A Day at the Firehouse


People often ask us about our daily routine during our shifts at the firehouse. This is a welcome question because it gives us the opportunity to dispel an old misconception that firefighters just hang around the station playing checkers waiting for calls!

Our firefighters work 48-hour shifts that start and end at 8:00 am. During the course of the shift our number one priority is to respond to emergency calls, while everything else that goes on during the day is really designed to better prepare us for those emergency situations. For example, we train and drill for two hours each day in an ongoing effort to maintain critical task proficiency and to learn new skills.

We also start each day by doing daily and weekly inspections and maintenance on all of our apparatus and equipment to ensure readiness for any situation. Additionally we are responsible for fire safety inspections, our respective collateral duties, special projects, station maintenance, physical training, and many other duties that keep the department ready for any emergency.

As a progressive fire department, it is our goal to be better than we were the day before and this commitment demands a full day’s work from all of our on duty personnel.

Firefighters Contain Potential Interface Fire


On a hot summer day this past August, Grass Valley Fire Marshall Greg Burke noted a column of dark smoke coming from a known residential area and initiated a First Alarm response. Arriving engines found heavy fire showing from a residence on Leahy Road with extension into the surrounding vegetation.


In a collaborative effort between Grass Valley Fire Department, Nevada County Consolidated Fire District and CDF, the vegetation fire was contained and the fire confined to the structure of origin. Despite an aggressive interior attack the partial log home burned so intensely that extinguishment took over two hours.

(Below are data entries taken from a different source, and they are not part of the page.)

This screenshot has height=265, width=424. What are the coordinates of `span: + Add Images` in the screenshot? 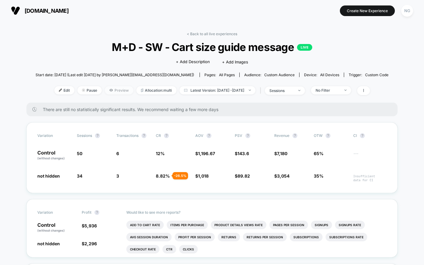 It's located at (235, 62).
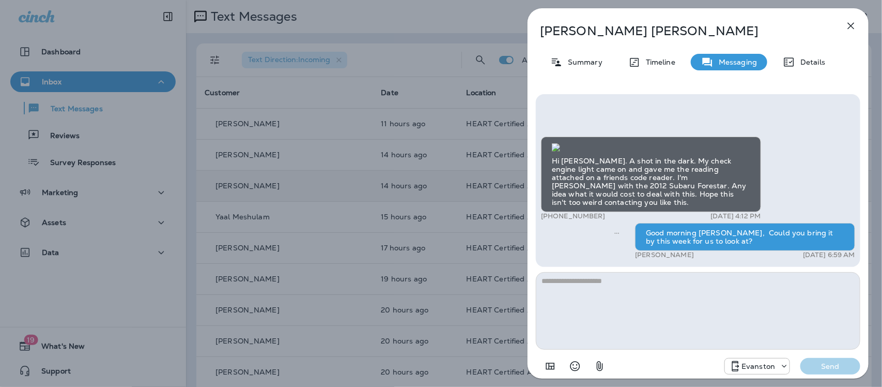 The height and width of the screenshot is (387, 882). I want to click on button: Add in a premade template, so click(551, 366).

The long, hot firefight took its toll with two firefighters having to be transported to the hospital for heat stress. Unfortunately the heavy flames and smoke damaged the home to a point where it could not be salvaged. Investigators later determined the fire started in the garage and had

A Major Challenge - Replacing Truck 2


Our 1980 aerial ladder truck is growing tired after 26 years of dependable service to Grass Valley. As the only ladder truck in Western Nevada County, Truck 2 has played a significant role in the control of nearly every major structure fire of the past quarter century, not only in the City of Grass Valley but in our surrounding community as well. Its 75-foot aerial can reach trapped victims quickly then attack the fire with 1500 gallons of water a minute through its elevated master stream. Time has taken a toll on this fine piece of apparatus however, and reliability is becoming an issue. Our 75-foot ladder is inadequate to fully meet the fire and rescue needs of proposed building projects such as the hospital addition or the Idaho Maryland Mine. Additionally, the All-Hazard mission of today’s Fire Service requires specialized equipment and technology that is beyond the capability of the existing truck to support.

Now that Truck 2 is approaching the end of its front line service life, it is time to plan for its replacement. A new 100-foot aerial ladder truck will cost well over a half-million dollars and so presents a major budgeting challenge for our relatively small department. We are working on several approaches to manage and possibly augment funding of this expenditure, including leasepurchase arrangements; FEMA grants; donations and bequeathments such as the generous gift of the Everett Champion estate which fully funded our last fire engine purchase; and conditioning those projects whose buildings would require a longer aerial for fire/rescue.

We look forward to the day we park a shiny new 100-foot aerial ladder truck in the front line apparatus bay at Station Two and give Truck-2 some well-deserved rest as our reserve ladder; resting yes, but still ready to serve our citizens should it be called upon once again to respond.